Flies on meth burn through sugar
Cellular effects may explain why addicts often have a sweet tooth
A famous antidrug ad compares the brain on drugs to a frying egg. Now, a new study gives a broad look at how methamphetamine might scramble the entire body.
In one of the broadest surveys yet, U.S. researchers have illustrated the many genetic and cellular impacts of meth exposure in fruit flies. In addition to likely wreaking havoc on muscles and sperm, the drug seems to kick fly sugar metabolism into overdrive, the group reports online April 20 in PLoS ONE.
“One tends to think of methamphetamine as being a drug of abuse largely for fairly advanced organisms,” says Desmond Smith, a geneticist at UCLA who was not involved in this study. “It was quite nifty to try and look at what’s happening in the humble fly.”

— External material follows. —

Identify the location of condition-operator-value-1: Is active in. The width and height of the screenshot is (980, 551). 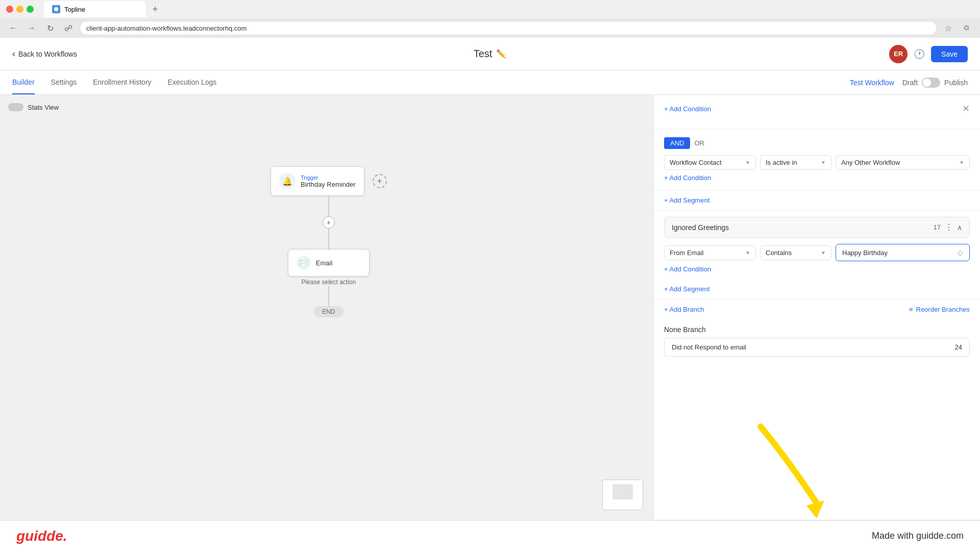
(781, 162).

Though flies and people are very different beasts, meth appears to tweak some of the same basic biochemical networks in both, says Barry Pittendrigh, a coauthor of the new report. And while the fruit fly Drosophila melanogaster may be humble, it’s also one of the best explored organisms in science. Using fruit flies, scientists can probe meth’s toll not just on genes but also on big molecules such as proteins and on little molecules like sugars with ease. That makes this iconic bug a good window on a uniquely human addiction.
Meth batters cells throughout the fly’s body. “It’s a really horrible compound,” says Pittendrigh, a molecular entomologist at the University of Illinois at Urbana-Champaign. The drug seems to kick off muscle degradation, disrupt sperm production and even speed up the aging process in a host of cells.

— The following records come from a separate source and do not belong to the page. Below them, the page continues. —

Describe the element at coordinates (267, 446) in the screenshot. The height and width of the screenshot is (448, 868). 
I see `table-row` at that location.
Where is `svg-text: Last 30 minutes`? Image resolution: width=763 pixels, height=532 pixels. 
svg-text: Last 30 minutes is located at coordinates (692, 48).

Studies in mice and humans have similarly documented the drug’s devastating impacts on the heart, fertility and on cell aging. The new study, however, also reveals how meth can act like a back-alley strangler.
When cells can’t get enough oxygen, such as during exercise, they break down sugar molecules like a chop shop for stolen cars — quickly and messily. Cells exposed to meth seem to go into this same chop-shop mode, says study coauthor Manfredo Seufferheld, also at Illinois. Why isn’t clear — the drug could somehow be cutting cells or parts of cells off from the body’s oxygen supply. But meth may also switch on a few key genes that convince cells to metabolize sugar as though they were suffocating even when oxygen is plentiful. Either way, such inefficient sugar crunching could leave cells with an insatiable appetite for more carbohydrates. (Curiously, many cancer cells adopt a similar gluttonous lifestyle.)
This change in sugar metabolism may help explain why speed addicts develop a pronounced sweet tooth. “They consume absolutely every gram of sugar that they have available,” Seufferheld says. Feeding that sweet tooth may slow meth’s ravages, he suggests. Drug-addicted flies with extra sugar in their diets survived longer than their sugar-deprived compatriots, the team discovered.
Knowing how meth works isn’t trivial, says Jean Lud Cadet, a molecular neurobiologist who works in Baltimore at the Intramural Research Program of the National Institute on Drug Abuse. He’d eventually like to develop compounds that block speed’s activity in the brain, giving drug addicts some extra protection and maybe saving that egg from the frying pan.